I am attempting to break out a DataFrame column into several varying ones based upon a function that parses the original column contents. They contain something that my function can turn into a dataframe with varying column names. All columns need to be added to the end of the existing dataframe. The columns should not duplicate in name. The below is a simplified version of what I'm trying to do. It errors out.
EDIT: One point of clarification, please disregard the fact that I have used a dict to form sub_transaction. The sub_transaction column in actuality has a lengthy XML in it that is turned into a DataFrame by parse_subtransaction. The simpler dict was just for example purposes. The important point is that a function must be used to parse it and that function returns a DataFrame.
original dataframe
transaction_id sub_transaction
abc1 {'id': 'abc1x', 'total': 10}
abc2 {'id': 'abc2x', 'total': 20}
abc3 {'id': 'abc3x', 'total': 30}
abc4 {}
abc5 {'id': 'abc5x'}
desired dataframe outcome
transaction_id sub_transaction_id total
abc1 abc1x 10
abc2 abc2x 20
abc3 abc3x 30
import pandas as pd
def parse_subtransaction(sub_transaction):
return pd.DataFrame({
'sub_transaction_id': [sub_transaction.get('id')],
'total': [sub_transaction.get('total')]})
def main():
df = pd.DataFrame({
'transaction_id': ['abc1', 'abc2', 'abc3','abc4','abc5'],
'sub_transaction': [
{'id': 'abc1x', 'total': 10},
{'id': 'abc2x', 'total': 20},
{'id': 'abc3x', 'total': 30},
{},
{'id':'abc5x'}]
})
applied_df = df.apply(
lambda row: parse_subtransaction(row['sub_transaction']),
axis='columns',
result_type='expand')
# ERROR: ValueError: If using all scalar values, you must pass an index
if (__name__ == "__main__"):
main()
CodePudding user response:
You could accomplish the same using:
df.join(pd.DataFrame(df.sub_transaction.tolist()))
transaction_id sub_transaction id total
0 abc1 {'id': 'abc1x', 'total': 10} abc1x 10.0
1 abc2 {'id': 'abc2x', 'total': 20} abc2x 20.0
2 abc3 {'id': 'abc3x', 'total': 30} abc3x 30.0
3 abc4 {} NaN NaN
4 abc5 {'id': 'abc5x'} abc5x NaN
CodePudding user response:
One option is with pandas string get
:
df.assign(sub_transaction_id = df.sub_transaction.str.get('id'),
total = df.sub_transaction.str.get('total'))
transaction_id sub_transaction sub_transaction_id total
0 abc1 {'id': 'abc1x', 'total': 10} abc1x 10.0
1 abc2 {'id': 'abc2x', 'total': 20} abc2x 20.0
2 abc3 {'id': 'abc3x', 'total': 30} abc3x 30.0
3 abc4 {} None NaN
4 abc5 {'id': 'abc5x'} abc5x NaN
The apply returns your function per row, which I suspect is not what you want, you probably want a single DataFrame containing your extracts.
CodePudding user response:
To use your own style:
import pandas as pd
def parse_subtransaction(sub_transaction):
return ({'sub_transaction_id': sub_transaction.get('id'), 'total': sub_transaction.get('total')})
def main():
df = pd.DataFrame({'transaction_id': ['abc1', 'abc2', 'abc3','abc4','abc5'],
'sub_transaction': [{'id': 'abc1x', 'total': 10}, {'id': 'abc2x', 'total': 20},
{'id': 'abc3x', 'total': 30},{},{'id':'abc5x'}]})
applied_df = df.apply(lambda row: parse_subtransaction(row['sub_transaction']), axis='columns', result_type='expand')
final_df = pd.concat([df.iloc[: , :-1], applied_df], axis=1)
print(final_df)
main()
CodePudding user response:
parse_subtransaction
should return a dict
or Series
, not a DataFrame
.*
def parse_subtransaction(sub_transaction):
return {
'sub_transaction_id': sub_transaction.get('id'),
'total': sub_transaction.get('total')}
Then to rejoin, we can use a variation of joris's solution:
pd.concat([df.drop(columns='sub_transaction'), applied_df], axis=1)
* Although I'm not sure why exactly. I looked at the docs and type annotation, but couldn't find anything that specified the func parameter's return type precisely.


ACTIVITY
Scan the records that follow, and whenever a line has the word "bottom", copy it.

TASK INPUT

•••

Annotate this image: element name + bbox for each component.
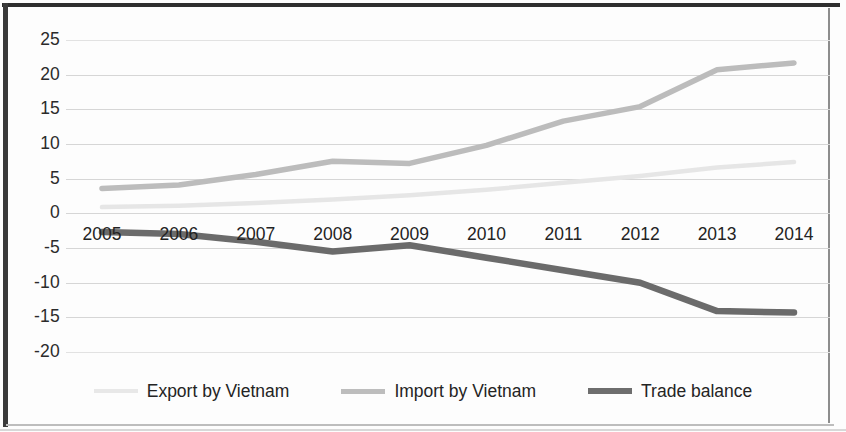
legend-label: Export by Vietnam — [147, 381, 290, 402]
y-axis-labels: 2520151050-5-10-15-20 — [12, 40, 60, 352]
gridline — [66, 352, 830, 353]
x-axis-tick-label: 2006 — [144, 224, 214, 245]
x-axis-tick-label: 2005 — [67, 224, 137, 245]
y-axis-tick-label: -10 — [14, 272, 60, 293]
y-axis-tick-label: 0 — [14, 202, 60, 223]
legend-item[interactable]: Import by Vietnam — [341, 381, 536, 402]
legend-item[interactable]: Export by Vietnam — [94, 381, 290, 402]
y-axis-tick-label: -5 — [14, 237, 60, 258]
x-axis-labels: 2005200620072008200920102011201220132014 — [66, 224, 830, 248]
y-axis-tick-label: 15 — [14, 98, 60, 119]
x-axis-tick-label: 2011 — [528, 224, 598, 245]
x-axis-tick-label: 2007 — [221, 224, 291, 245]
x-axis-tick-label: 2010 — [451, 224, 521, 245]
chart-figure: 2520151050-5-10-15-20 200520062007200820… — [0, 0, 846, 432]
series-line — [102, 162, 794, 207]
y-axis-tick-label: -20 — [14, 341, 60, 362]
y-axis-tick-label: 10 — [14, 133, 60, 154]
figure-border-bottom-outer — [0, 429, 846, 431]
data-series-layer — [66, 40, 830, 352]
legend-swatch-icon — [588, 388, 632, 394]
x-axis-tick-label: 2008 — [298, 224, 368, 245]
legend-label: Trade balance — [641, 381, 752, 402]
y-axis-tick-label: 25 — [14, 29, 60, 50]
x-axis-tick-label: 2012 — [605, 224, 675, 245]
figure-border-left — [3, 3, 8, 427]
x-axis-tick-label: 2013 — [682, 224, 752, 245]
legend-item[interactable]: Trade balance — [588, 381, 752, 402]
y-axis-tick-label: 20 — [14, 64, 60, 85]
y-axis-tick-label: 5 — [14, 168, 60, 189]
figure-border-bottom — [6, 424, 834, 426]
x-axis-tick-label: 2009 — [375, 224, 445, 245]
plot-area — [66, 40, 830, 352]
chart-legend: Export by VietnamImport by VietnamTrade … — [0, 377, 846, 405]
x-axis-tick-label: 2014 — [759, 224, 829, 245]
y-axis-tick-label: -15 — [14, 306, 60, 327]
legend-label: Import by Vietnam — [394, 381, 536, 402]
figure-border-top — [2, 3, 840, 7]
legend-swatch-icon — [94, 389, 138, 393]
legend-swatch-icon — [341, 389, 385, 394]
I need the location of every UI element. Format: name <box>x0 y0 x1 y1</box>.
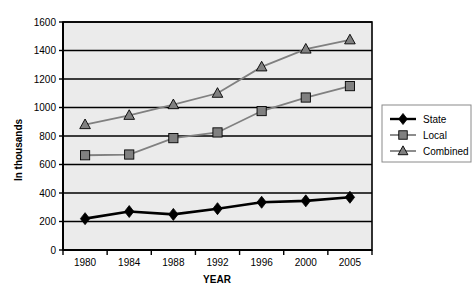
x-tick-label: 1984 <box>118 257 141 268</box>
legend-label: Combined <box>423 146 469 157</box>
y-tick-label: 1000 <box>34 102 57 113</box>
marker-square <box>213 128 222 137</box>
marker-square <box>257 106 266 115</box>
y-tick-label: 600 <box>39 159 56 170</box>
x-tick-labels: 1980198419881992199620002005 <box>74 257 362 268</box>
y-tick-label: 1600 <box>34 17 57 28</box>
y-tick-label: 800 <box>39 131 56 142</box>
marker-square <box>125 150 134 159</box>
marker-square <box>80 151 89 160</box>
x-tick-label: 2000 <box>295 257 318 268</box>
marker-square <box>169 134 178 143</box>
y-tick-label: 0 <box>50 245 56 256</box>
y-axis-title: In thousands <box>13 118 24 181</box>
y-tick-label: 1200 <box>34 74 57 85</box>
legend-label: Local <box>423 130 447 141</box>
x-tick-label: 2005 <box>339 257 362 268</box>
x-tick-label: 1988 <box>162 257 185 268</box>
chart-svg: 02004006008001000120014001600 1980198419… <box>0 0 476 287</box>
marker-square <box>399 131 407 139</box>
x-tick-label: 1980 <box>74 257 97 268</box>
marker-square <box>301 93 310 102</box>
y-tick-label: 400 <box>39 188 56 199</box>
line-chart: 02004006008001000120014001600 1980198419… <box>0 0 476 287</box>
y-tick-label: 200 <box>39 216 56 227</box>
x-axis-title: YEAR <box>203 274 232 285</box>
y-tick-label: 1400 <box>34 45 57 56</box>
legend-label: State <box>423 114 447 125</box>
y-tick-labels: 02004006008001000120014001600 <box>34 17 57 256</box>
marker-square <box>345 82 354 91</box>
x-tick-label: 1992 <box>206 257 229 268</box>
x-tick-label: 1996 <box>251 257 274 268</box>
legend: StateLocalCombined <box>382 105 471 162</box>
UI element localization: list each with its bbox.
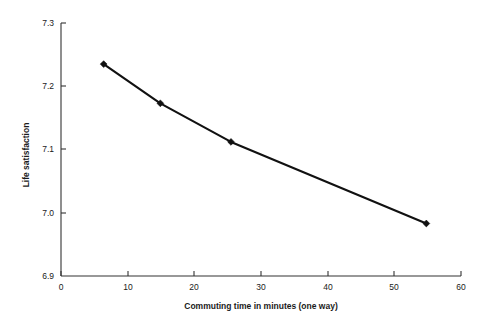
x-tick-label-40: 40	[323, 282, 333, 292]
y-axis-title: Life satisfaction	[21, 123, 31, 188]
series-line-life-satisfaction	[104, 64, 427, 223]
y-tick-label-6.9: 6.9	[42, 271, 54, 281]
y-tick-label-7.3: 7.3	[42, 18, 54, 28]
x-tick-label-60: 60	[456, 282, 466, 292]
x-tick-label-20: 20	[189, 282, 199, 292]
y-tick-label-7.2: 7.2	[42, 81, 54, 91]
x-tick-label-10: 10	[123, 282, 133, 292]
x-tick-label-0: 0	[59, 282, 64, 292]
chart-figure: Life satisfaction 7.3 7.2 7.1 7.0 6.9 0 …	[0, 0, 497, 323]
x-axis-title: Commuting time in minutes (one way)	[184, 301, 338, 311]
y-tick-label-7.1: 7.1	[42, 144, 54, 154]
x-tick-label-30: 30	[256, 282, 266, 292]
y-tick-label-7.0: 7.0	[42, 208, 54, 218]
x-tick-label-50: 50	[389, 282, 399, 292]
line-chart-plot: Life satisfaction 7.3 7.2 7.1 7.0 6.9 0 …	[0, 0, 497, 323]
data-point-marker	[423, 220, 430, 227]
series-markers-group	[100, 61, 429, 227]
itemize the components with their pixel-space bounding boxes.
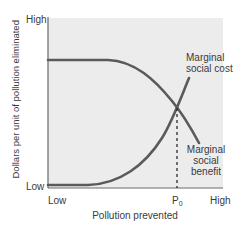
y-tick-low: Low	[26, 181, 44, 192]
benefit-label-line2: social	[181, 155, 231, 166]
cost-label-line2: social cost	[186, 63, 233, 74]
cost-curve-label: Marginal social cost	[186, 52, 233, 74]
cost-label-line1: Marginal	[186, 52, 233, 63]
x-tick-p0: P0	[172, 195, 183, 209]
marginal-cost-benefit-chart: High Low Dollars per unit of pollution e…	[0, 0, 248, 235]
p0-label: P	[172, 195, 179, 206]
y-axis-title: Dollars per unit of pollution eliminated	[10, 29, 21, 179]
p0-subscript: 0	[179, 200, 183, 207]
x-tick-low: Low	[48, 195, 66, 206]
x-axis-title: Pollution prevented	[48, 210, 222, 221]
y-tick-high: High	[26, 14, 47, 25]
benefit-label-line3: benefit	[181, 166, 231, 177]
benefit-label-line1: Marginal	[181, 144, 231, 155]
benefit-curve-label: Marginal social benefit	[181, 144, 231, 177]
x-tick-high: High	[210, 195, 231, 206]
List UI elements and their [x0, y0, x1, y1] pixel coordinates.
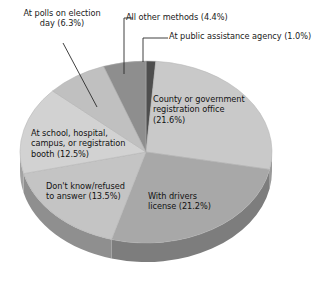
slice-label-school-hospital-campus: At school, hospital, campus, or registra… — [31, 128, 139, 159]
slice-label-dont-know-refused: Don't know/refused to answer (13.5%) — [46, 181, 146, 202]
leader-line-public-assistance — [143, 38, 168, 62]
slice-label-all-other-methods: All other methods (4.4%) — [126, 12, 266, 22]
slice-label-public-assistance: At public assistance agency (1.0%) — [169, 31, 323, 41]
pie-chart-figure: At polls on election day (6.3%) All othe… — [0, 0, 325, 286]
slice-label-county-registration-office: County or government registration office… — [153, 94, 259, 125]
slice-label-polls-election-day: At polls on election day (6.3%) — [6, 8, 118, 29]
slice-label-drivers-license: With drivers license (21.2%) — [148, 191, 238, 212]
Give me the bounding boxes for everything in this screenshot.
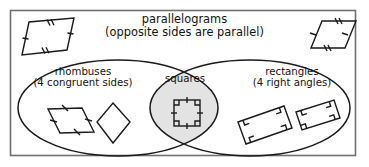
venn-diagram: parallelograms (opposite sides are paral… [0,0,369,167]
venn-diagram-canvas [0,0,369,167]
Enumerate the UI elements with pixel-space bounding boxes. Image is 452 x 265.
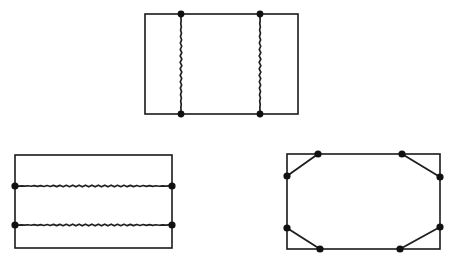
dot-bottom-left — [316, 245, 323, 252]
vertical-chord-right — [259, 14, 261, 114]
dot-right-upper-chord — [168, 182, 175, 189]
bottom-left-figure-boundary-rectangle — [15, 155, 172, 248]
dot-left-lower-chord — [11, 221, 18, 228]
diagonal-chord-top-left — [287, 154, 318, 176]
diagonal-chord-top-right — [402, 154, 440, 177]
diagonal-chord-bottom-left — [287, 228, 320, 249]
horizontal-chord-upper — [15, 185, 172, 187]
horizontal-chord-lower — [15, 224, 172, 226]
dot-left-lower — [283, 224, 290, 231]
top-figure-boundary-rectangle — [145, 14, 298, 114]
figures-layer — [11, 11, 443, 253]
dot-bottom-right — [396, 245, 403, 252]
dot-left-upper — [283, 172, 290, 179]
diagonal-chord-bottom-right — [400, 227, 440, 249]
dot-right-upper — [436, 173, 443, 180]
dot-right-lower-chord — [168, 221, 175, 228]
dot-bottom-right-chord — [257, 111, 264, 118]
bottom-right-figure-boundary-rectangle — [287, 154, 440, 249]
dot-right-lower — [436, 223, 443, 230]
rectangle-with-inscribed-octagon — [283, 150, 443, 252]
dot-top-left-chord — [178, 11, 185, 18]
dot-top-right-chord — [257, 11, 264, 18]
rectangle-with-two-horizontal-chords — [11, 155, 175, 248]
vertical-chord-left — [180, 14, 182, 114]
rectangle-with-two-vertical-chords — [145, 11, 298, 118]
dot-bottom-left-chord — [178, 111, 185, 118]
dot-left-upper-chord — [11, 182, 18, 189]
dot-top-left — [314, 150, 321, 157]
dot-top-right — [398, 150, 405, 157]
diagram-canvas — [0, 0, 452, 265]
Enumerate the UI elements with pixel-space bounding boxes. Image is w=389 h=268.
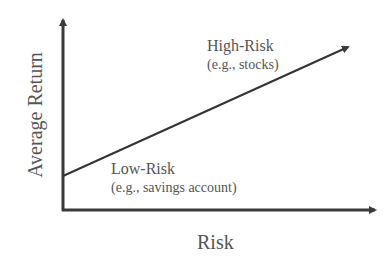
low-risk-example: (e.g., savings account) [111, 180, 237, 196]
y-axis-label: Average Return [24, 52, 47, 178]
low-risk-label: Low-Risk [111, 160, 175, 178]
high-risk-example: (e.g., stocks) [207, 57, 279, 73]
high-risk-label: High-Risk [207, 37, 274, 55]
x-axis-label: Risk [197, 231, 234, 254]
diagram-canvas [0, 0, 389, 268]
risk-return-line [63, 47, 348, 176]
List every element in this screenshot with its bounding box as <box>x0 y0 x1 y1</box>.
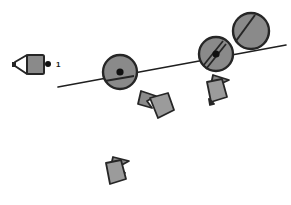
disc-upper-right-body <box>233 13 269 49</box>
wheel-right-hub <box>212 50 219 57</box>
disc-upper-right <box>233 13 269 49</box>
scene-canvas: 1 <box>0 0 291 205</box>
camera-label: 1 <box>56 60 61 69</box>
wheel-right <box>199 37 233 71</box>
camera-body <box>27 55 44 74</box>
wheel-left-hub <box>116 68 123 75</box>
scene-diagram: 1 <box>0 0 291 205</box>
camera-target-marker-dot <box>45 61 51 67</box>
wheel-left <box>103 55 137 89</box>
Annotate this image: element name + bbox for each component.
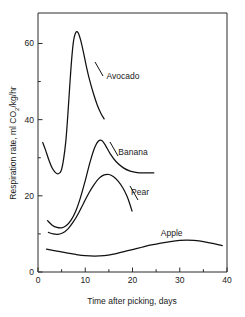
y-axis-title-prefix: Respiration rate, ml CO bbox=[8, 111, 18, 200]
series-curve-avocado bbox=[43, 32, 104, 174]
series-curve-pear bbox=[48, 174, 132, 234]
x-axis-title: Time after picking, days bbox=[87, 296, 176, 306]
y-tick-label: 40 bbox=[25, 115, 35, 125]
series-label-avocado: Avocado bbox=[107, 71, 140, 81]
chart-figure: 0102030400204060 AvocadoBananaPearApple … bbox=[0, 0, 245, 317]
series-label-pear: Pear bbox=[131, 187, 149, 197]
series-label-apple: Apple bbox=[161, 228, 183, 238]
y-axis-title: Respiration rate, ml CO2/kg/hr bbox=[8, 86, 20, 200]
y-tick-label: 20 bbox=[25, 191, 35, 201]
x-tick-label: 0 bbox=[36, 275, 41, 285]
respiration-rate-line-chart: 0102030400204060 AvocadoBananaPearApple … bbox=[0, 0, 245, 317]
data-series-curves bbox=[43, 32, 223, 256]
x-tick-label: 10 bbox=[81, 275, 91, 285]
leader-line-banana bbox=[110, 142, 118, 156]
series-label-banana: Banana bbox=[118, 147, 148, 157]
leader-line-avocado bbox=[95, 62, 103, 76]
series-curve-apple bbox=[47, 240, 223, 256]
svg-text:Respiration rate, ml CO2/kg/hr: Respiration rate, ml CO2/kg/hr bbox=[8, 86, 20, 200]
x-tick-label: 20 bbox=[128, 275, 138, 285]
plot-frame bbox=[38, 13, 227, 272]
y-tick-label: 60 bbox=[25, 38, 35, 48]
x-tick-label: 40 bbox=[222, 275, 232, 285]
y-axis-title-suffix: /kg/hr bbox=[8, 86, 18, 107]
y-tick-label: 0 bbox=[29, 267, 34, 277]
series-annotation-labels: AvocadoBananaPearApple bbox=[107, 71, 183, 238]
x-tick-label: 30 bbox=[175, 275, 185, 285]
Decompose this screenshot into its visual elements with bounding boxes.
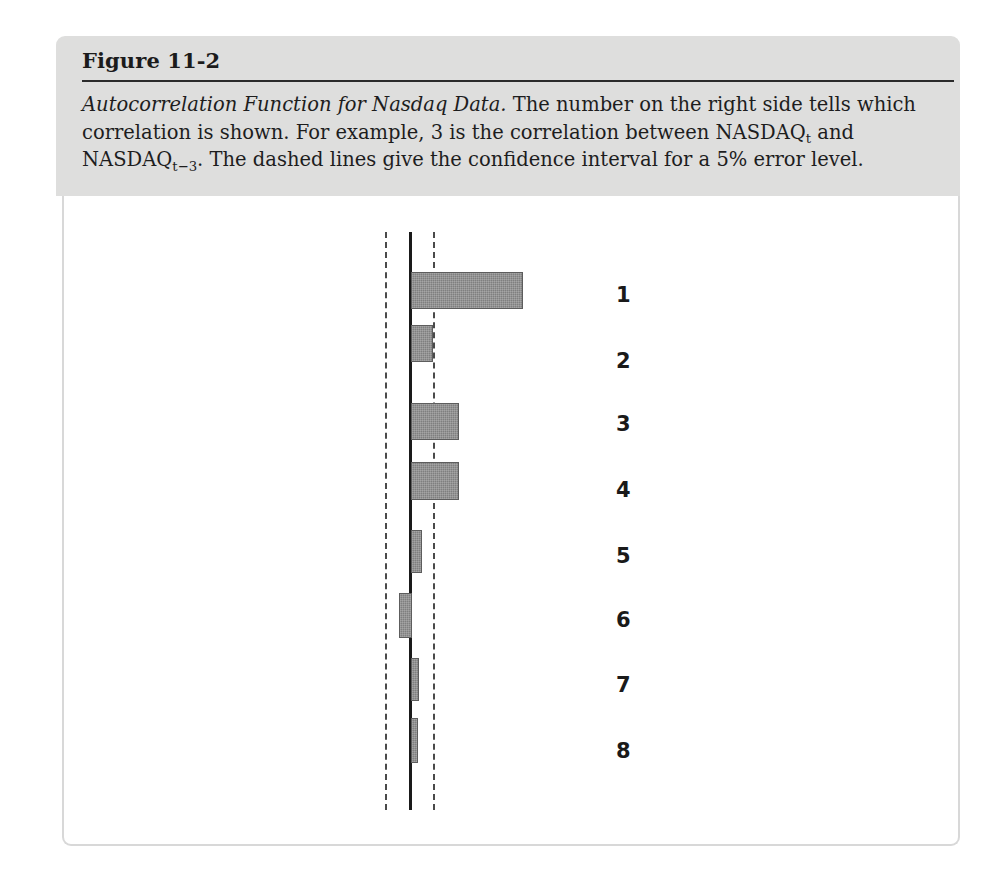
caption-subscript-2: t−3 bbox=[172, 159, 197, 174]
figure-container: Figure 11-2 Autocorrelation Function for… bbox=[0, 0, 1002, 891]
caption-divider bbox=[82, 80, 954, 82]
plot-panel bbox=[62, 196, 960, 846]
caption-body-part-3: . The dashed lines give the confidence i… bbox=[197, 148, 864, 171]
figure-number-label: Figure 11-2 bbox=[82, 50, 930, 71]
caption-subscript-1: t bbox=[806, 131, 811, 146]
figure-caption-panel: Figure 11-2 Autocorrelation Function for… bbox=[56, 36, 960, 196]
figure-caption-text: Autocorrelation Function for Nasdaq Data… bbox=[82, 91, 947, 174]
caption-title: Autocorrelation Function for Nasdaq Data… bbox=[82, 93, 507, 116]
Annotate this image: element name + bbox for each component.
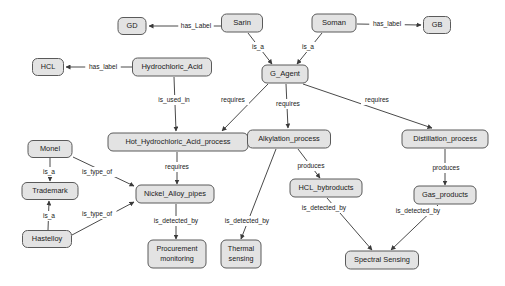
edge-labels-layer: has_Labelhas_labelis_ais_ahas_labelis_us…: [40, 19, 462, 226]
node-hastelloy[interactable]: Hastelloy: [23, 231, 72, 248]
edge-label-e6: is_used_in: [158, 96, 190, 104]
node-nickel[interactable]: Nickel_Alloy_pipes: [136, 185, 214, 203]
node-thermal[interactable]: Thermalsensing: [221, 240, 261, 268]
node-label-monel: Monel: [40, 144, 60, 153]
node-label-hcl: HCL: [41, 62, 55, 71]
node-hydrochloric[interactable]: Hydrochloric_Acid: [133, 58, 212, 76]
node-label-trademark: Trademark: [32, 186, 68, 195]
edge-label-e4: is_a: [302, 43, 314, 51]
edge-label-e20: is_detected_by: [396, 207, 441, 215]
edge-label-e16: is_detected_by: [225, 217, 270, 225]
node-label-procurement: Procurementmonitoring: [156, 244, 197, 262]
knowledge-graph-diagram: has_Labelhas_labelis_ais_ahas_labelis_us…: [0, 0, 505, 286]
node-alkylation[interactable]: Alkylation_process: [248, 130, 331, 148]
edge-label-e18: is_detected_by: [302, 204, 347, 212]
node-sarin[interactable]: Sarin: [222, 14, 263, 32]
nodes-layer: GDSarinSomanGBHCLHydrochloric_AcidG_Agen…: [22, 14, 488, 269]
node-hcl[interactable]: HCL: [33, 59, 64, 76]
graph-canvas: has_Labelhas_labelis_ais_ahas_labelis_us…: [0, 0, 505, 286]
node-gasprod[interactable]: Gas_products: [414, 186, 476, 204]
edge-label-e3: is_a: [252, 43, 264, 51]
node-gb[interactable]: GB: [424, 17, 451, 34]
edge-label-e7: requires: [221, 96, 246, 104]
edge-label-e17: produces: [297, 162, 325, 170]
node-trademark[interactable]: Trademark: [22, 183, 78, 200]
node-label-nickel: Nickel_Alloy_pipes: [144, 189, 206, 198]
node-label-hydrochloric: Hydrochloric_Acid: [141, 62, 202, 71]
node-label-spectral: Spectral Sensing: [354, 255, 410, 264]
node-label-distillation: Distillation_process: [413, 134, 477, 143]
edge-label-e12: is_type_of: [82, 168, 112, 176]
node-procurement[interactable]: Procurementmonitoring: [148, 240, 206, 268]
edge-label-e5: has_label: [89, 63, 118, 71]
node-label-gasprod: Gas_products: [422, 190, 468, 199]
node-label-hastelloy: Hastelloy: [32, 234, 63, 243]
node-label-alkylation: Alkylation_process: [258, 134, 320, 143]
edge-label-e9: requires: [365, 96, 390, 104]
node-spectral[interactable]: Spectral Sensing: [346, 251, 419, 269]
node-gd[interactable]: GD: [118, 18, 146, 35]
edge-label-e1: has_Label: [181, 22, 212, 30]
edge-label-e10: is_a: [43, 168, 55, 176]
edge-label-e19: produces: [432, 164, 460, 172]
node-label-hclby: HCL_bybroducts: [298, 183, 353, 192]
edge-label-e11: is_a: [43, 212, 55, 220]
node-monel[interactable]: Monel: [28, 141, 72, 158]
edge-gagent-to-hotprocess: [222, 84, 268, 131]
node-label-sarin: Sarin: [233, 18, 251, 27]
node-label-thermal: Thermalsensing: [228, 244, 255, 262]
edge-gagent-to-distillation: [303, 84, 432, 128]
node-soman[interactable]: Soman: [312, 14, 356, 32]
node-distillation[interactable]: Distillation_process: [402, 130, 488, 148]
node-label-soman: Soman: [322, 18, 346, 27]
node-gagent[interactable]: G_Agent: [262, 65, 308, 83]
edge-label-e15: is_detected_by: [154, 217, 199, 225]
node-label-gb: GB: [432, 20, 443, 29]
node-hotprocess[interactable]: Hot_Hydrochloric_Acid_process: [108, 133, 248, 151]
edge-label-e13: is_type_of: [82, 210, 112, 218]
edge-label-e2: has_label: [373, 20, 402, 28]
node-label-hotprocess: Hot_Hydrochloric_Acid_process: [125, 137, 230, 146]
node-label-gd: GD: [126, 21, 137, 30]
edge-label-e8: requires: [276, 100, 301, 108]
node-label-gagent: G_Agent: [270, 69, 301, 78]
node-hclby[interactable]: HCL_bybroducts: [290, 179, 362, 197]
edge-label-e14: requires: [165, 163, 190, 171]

•••

TASK RESPONSE
figure-border-bottom-outer — [0, 429, 846, 431]
figure-border-bottom — [6, 424, 834, 426]
dot-bottom-left — [316, 245, 323, 252]
bottom-left-figure-boundary-rectangle — [15, 155, 172, 248]
diagonal-chord-bottom-left — [287, 228, 320, 249]
dot-bottom-right — [396, 245, 403, 252]
diagonal-chord-bottom-right — [400, 227, 440, 249]
dot-bottom-right-chord — [257, 111, 264, 118]
bottom-right-figure-boundary-rectangle — [287, 154, 440, 249]
dot-bottom-left-chord — [178, 111, 185, 118]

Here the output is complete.